LA Metro has decided it can no longer afford to overlook 70% of its transit riders. Since acknowledging that plunging bus ridership is a problem in Los Angeles, the agency is moving on several fronts to try to stabilize and recover bus patronage. The urgency the agency is demonstrating should be noted in places like New York and Washington DC, where buses are also suffering a deep decline in service quality and usage, but where response to the problem has been sluggish and inadequate.
In addition to the three-year bus route network overhaul the agency announced in May, Metro is also proposing a new Action Plan to improve bus speeds and on-time performance.
The plan is outlined in a recent staff memo to Metro’s board. It says Metro will work with municipal government to remedy congestion hot-spots, and argues that “one time capital expenditures to implement transit priority solutions will be far less costly than the ongoing operating expense to address speed and reliability.” Metro says it has been adding bus runs to cope with the declining speed reliability on many routes.
The memo provides several perspectives on declining bus speeds, noting that by all measures, bus travel times have gotten longer, causing reliability to suffer.

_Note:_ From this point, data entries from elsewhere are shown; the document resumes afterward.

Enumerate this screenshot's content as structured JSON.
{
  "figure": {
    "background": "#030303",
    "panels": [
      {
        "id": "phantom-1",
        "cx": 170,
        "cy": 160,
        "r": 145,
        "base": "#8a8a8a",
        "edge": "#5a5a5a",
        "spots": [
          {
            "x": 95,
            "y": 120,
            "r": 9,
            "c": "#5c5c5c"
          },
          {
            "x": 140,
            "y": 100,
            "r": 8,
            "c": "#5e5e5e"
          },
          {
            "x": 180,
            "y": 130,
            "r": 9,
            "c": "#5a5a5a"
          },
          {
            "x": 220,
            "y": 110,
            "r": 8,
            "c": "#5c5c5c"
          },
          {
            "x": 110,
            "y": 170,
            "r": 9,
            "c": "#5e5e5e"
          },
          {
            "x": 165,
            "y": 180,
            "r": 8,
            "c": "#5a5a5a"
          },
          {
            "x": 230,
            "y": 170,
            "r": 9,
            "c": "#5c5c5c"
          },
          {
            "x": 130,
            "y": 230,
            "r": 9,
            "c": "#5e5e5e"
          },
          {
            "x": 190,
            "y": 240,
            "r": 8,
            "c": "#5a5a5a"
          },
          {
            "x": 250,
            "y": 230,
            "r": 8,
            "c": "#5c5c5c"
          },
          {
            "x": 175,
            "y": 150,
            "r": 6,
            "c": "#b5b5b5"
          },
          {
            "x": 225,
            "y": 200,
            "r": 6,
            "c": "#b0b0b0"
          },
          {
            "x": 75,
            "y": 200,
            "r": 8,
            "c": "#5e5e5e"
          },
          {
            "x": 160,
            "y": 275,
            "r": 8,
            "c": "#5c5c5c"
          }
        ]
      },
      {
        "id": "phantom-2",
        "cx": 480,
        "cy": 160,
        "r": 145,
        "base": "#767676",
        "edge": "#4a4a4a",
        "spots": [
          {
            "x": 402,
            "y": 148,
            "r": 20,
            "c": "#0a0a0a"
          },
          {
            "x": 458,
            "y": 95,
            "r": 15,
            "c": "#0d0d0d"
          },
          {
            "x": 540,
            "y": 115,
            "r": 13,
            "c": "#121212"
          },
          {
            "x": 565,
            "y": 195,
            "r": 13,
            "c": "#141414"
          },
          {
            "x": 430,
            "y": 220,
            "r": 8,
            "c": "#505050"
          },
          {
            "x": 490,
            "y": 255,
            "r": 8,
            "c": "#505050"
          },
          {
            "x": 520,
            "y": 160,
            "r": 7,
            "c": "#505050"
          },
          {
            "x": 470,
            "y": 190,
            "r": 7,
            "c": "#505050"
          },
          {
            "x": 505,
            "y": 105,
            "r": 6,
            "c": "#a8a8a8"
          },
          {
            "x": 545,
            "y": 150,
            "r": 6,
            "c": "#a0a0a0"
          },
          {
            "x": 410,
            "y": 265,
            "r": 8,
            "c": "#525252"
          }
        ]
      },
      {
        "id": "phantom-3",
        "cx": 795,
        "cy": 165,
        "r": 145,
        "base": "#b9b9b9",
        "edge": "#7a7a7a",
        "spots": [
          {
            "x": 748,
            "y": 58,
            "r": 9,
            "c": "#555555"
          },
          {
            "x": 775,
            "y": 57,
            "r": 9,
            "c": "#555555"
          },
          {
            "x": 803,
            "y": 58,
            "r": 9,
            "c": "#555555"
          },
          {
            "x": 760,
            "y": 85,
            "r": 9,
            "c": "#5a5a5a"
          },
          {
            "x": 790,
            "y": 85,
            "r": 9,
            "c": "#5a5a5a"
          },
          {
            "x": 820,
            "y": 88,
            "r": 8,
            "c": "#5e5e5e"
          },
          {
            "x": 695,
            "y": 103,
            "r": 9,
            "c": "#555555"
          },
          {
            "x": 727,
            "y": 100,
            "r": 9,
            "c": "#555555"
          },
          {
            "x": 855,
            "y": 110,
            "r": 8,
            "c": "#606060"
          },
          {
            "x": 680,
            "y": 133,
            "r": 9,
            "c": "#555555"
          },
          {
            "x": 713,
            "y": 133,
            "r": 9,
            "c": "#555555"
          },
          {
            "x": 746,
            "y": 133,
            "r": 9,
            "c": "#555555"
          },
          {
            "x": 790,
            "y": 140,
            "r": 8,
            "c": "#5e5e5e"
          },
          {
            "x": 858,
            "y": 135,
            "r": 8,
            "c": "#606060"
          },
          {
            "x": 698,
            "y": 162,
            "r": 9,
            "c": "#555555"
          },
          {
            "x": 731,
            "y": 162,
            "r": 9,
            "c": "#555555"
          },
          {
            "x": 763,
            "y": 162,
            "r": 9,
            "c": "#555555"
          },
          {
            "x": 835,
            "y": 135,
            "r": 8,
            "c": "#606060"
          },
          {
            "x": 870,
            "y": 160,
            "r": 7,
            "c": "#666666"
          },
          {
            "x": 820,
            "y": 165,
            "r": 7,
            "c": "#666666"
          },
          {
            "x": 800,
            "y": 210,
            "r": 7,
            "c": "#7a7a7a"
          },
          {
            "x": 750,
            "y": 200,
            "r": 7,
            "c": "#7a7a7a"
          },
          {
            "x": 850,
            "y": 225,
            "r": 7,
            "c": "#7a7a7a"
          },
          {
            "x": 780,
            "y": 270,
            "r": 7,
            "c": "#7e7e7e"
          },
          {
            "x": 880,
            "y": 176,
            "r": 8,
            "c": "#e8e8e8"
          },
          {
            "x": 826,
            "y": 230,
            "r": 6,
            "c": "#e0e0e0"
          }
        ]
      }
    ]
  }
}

To move quickly and head off potential resource problems at the municipal level, Metro intends to bring on consultants with traffic engineering expertise who can design and recommend traffic signal and street configuration strategies that can get Metro buses moving again.
It remains to be seen how quickly Metro and its consultants will be able to wrangle local governments, including the City of Los Angeles, and navigate the thickets of local politics when it comes to getting buses moving through L.A.’s traffic, but the agency’s urgency in crafting a program to respond to the problem is commendable and noteworthy in an area that is generally short on policy attention and resources.
Metro staff say they intend to provide an update in six months on results of the effort.
The experience of being a WMATA rider has substantially improved over the last 18 months, thanks to changes the agency has made like adding off-peak service and simplifying fares. Things are about to get even better with the launch of all-door boarding later this fall, overnight bus service on some lines starting in December, and an ambitious plan to redesign the Metrobus network. But all of this could go away by July 1, 2024.
Read MoreTransit advocates, organizers, and riders are calling on local and state agencies along with the USDOT to advance projects designed to improve the mobility of Black and Brown individuals at a time when there is unprecedented funding and an equitable framework to transform transportation infrastructure, support the climate, and right historic injustices.